Wednesday, August 29, 2012

Thoughts after a trip to Target Field

Scott Diamond allowed five runs Tuesday
for only the second time this season.
I scooted up to the ballyard Tuesday for the Mariners-Twins game because it was the first time my schedule coincided with a Scott Diamond start, and Diamond is becoming a particular favorite of mine.

Diamond gave me some of what I like about him — he threw strikes and got ground balls — and some of what worries me about him: A lack of strikeouts.

In his two-run third inning, Diamond had two strikes on each of the Seattle batters who reached base, but was unable to put them away. His outs tended to come quickly in at-bats; if the hitter dragged the at-bat out beyond three pitches or so, Diamond had trouble finishing him off.

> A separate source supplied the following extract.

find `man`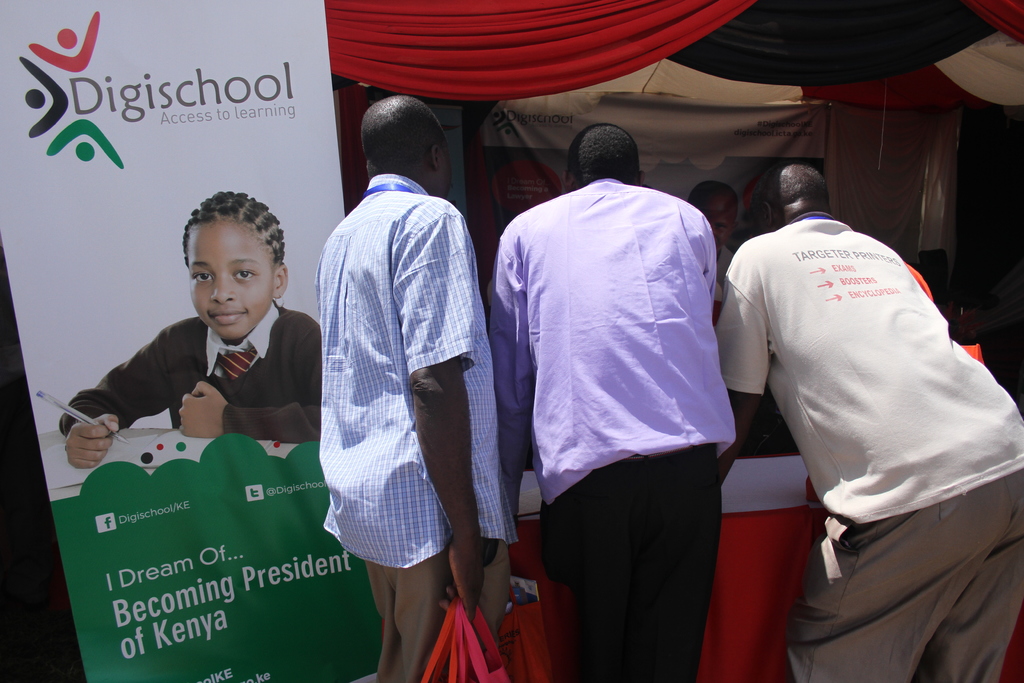
bbox=[489, 124, 738, 682]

Ron Gardenhire (in a postgame soundbite I heard on the radio) and Diamond (on Twitter) said he got hurt by a couple of bad pitches — the two-run double by Kyle Seager, the three-run homer by Dustin Ackley — but my sense of it is that what made those mistakes painful were the two-strikes-and-no-out at-bats that preceded them.

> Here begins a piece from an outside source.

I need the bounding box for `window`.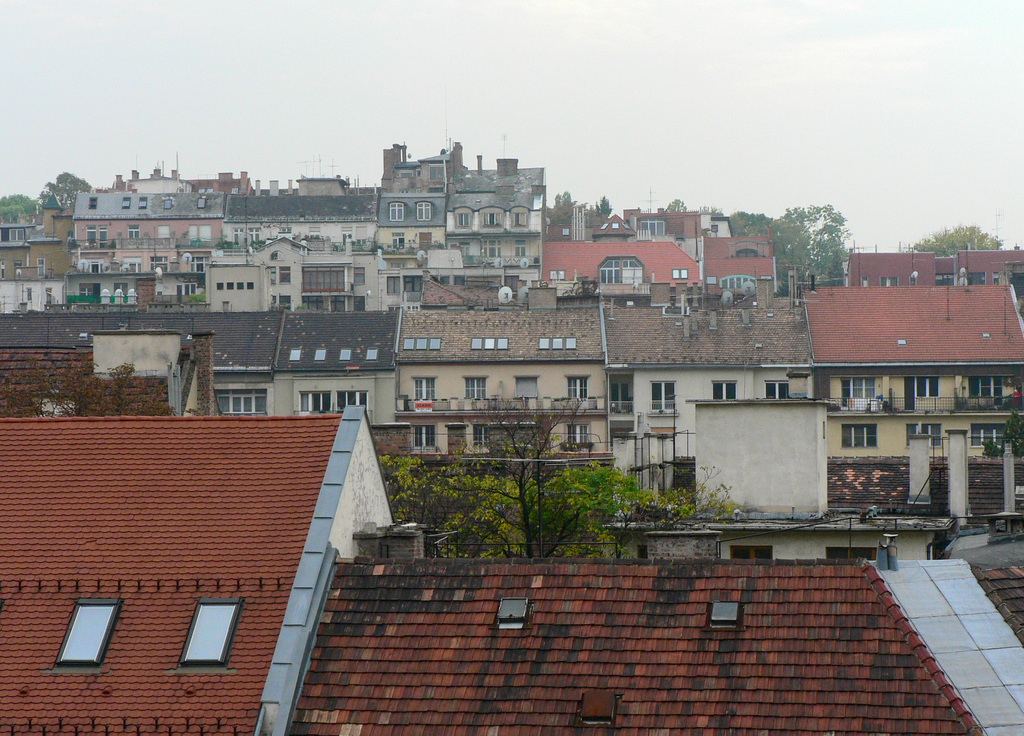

I've written before about how two-strike counts blunt even the best hitters. In this game, at least, that didn't work for Diamond.

* It's one thing for the Twins to be shut down by Felix Hernandez. He's great. He does that. Getting shut down by Hisashi Iwakuma, who barely threw more strikes than balls in his six innings (49 strikes, 43 balls) is another matter.

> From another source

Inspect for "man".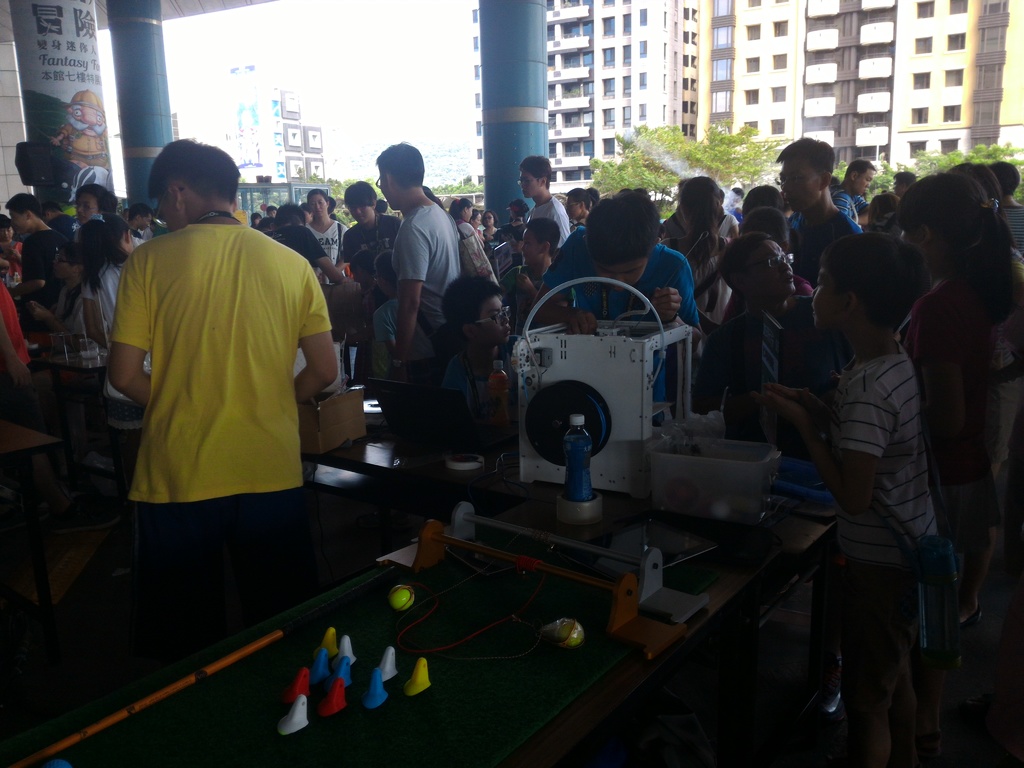
Inspection: <box>338,176,398,262</box>.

Iwakuma walked four, hit a man, threw a wild pitch (and had another pitch elude catcher Miguel Olivo, which was ruled a passed ball), was behind hitters constantly ... and the Twins just had bad at-bat after bad at-bat. They mustered just one hit, and really didn't come close to any others.

* Trevor Plouffe hasn't hit since returning from the disabled list. What's more, his defense at third base has really fallen off.

Phil Mackey wrote a piece Tuesday citing the plus-minus defensive metric I've used a few times as evidence of how poorly Plouffe is playing third base, and noted that his biggest problem is going to his right.

In Tuesday night's game, three balls went between Plouffe and the line. All were ruled hits, and one for sure I can't blame him for, but one in particular — the Brendan Ryan double that started the third inning rally — struck me as a playable ball. I think Plouffe's body language suggested he thought so also.

How Plouffe fares in what remains of the season matters as Terry Ryan and Co. draw up their plans for 2013. When he was hitting three homers a week, the Twins could live with the defense. Right now, he's not helping in either aspect.